Witnesses recalled Sarver saying that the employee would be busy “breastfeeding” and that a “baby needs their mom, not their father.” The employee cried in response to Sarver’s comments, according to the report. Sarver later asked why women “cry so much.”
Sarver also “repeated the N-word when recounting the statements of others,” according to the report. Sarver was in the presence of players, coaches and members of the front office when he used the word during a team-building exercise during the 2012-13 season. He also used the word after a 2016 game when he complained to one of the Suns’ coaches that a Black player on an opposing team had been allowed to use the word without receiving a technical foul. Even after the Suns coach “admonished” Sarver for using the word, according to the report, Sarver loudly repeated it several times. He later used a version of the word in an email to the N.B.A.
According to the report, Sarver made crude sexual references on at least 20 occasions, and he pulled down the shorts of another male employee in front of team employees. Though the employee was not fully exposed, he was embarrassed.
And in 2015, according to the report, he made a joke that the team should have players “impregnate local strippers so they would feel connected to the area, giving the Suns a potential edge in free agency recruitment.”
During the investigation, Sarver sought to defend himself by citing his contributions to social and racial justice causes, and by pointing to the Suns’ record of hiring a league-high percentage of people of color in its basketball operations department.
A total of 320 people were interviewed over the course of the investigation, including 202 current employees, 100 former employees, 12 minority owners of the team and Sarver. Investigators said they reviewed 80,000 pages of emails, text messages and other documents, and 51 videos of employee meetings.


--- PROBLEM STATEMENT ---
Copy task, pictures excluded: set down exactly the lines from the one containing "The image size" to the end of the data below.

(Pixel coordinate grounding data)
§

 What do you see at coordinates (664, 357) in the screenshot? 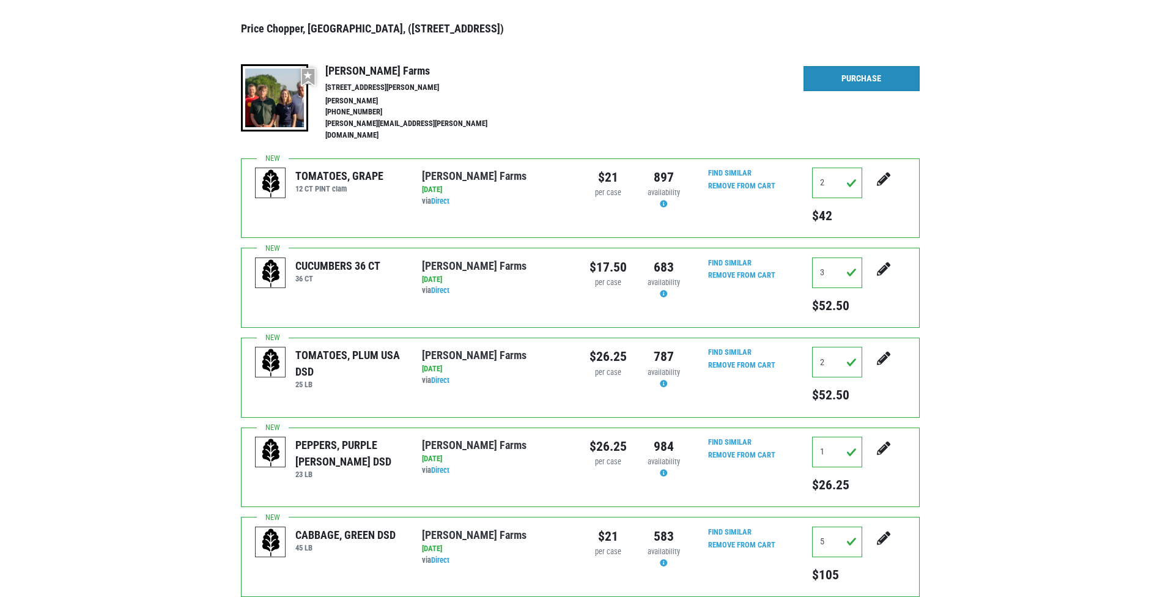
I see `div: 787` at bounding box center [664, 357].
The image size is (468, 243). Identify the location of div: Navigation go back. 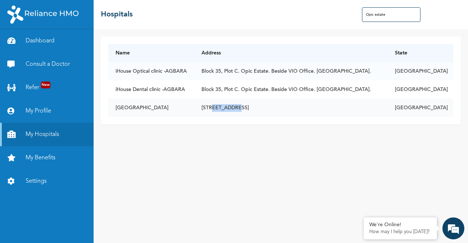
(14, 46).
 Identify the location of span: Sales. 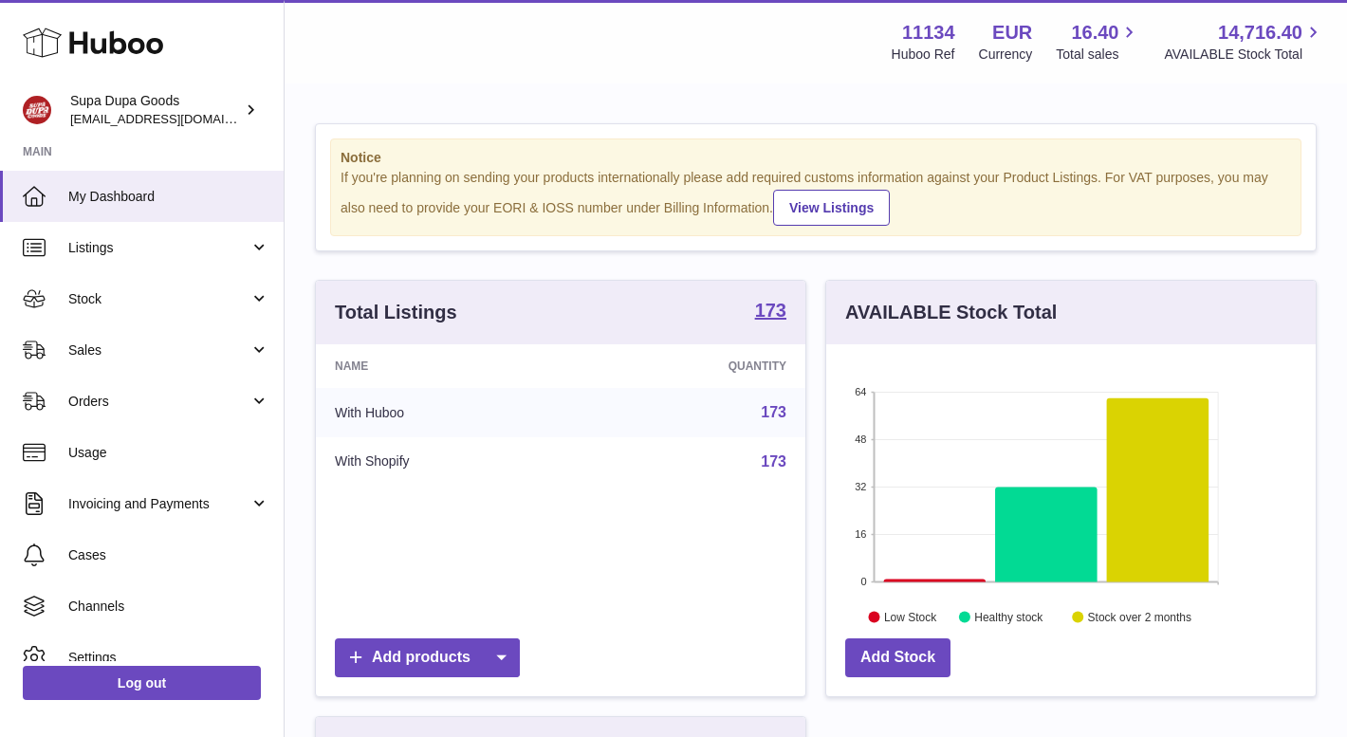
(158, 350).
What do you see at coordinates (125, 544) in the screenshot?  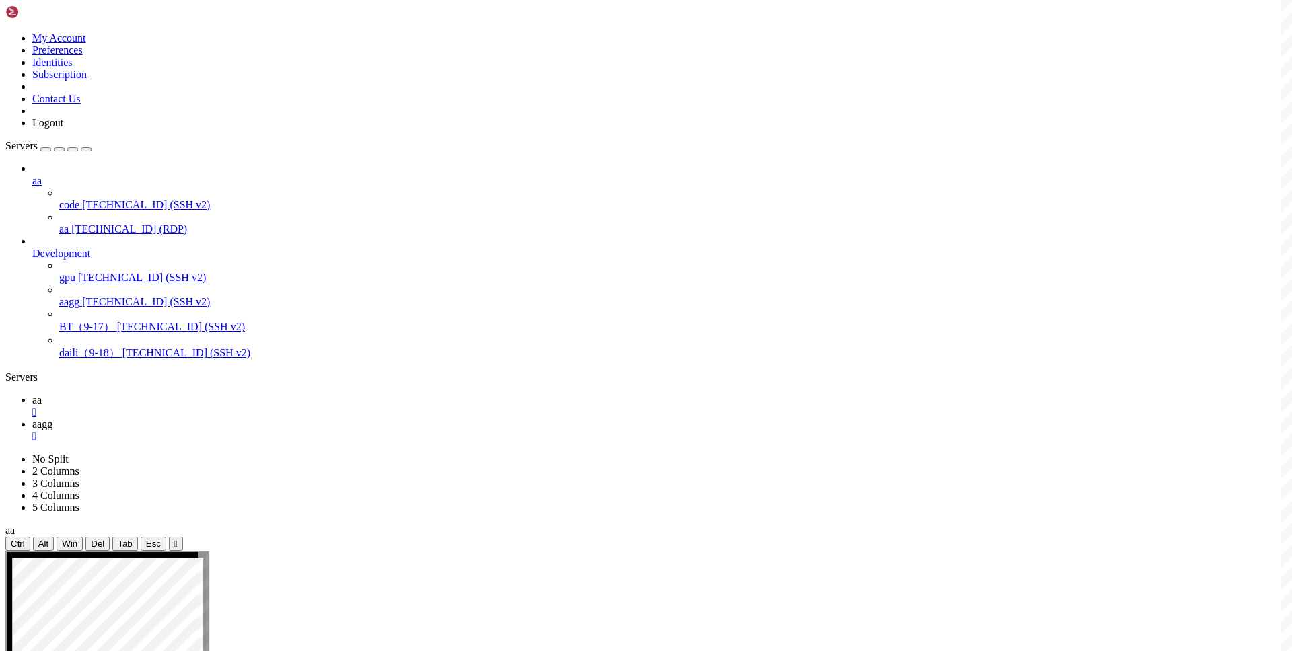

§

--- EXERCISE ANSWER ---
The image size is (468, 243). Identify the location of div: Navigation go back. 
(14, 46).
 Identify the location of span: Sales. 
(158, 350).
What do you see at coordinates (125, 544) in the screenshot?  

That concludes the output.